Site plan drawing showing dispersed building volumes around a pool and landscaped contours with trees
Site plan drawing showing dispersed building volumes around a pool and landscaped contours with trees
Ground floor plan drawing showing interconnected living spaces and bedrooms with surrounding topography and vegetation
Ground floor plan drawing showing interconnected living spaces and bedrooms with surrounding topography and vegetation
First floor plan drawing showing an open living area with terrace and staircase connection
First floor plan drawing showing an open living area with terrace and staircase connection
Section drawings showing the split-level building stepping down the sloped terrain between trees
Section drawings showing the split-level building stepping down the sloped terrain between trees
North and south elevation drawings showing the horizontal building volumes on sloping ground with trees
North and south elevation drawings showing the horizontal building volumes on sloping ground with trees
East and west elevation drawings showing the linear structure with pool and vertical screen elements
East and west elevation drawings showing the linear structure with pool and vertical screen elements

The site plan reveals just how dispersed the building volumes are: rather than a single footprint, BD House is a constellation of pavilions organized around the pool and the sloping contours. The ground and first floor plans show how the living areas and bedrooms interconnect through the steel corridor, while the section drawings make the split-level stepping strategy legible, each volume landing at a different elevation as the terrain drops away. Elevations confirm the horizontal emphasis and the restrained palette of concrete, brick, and steel.

Why This Project Matters

BD House matters because it takes a client's creative identity seriously without turning the architecture into a metaphor. A sculptor lives here, and the house engages with the tensions of sculptural practice, mass versus transparency, weight versus gesture, without ever mimicking a sculpture. That restraint is harder than it sounds. Most houses designed for artists end up performing the client's art back at them. This one provides a spatial framework for the same instincts that drive the work, then lets the inhabitant fill it.
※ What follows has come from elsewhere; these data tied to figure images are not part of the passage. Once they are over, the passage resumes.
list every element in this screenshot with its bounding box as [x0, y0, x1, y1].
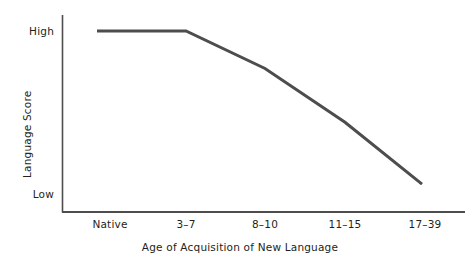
x-axis-title: Age of Acquisition of New Language — [110, 242, 370, 253]
x-tick-label-3-7: 3–7 — [146, 219, 226, 230]
x-tick-label-17-39: 17–39 — [385, 219, 465, 230]
y-tick-label-high: High — [10, 26, 54, 37]
data-line-language-score — [97, 31, 422, 184]
y-tick-label-low: Low — [10, 189, 54, 200]
x-tick-label-8-10: 8–10 — [225, 219, 305, 230]
y-axis-title: Language Score — [22, 91, 33, 178]
x-tick-label-11-15: 11–15 — [305, 219, 385, 230]
chart-figure: High Low Language Score Native 3–7 8–10 … — [0, 0, 472, 266]
x-tick-label-native: Native — [70, 219, 150, 230]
The project also demonstrates that a dual-language house need not feel fractured. By committing fully to each mode, closing the bedrooms down and opening the living areas up, Blatman Cohen avoids the muddled middle ground where neither gesture registers. The result is a house with genuine range, capable of intimacy and expansiveness within a single floor plan, held together by weathered steel and a landscape strategy that treats the hillside as a collaborator rather than a platform.


BD House by Blatman Cohen architecture design, lead architect Vered Blatman Cohen. Located in Israel. 450 m². Completed in 2021. Photography by Amit Geron.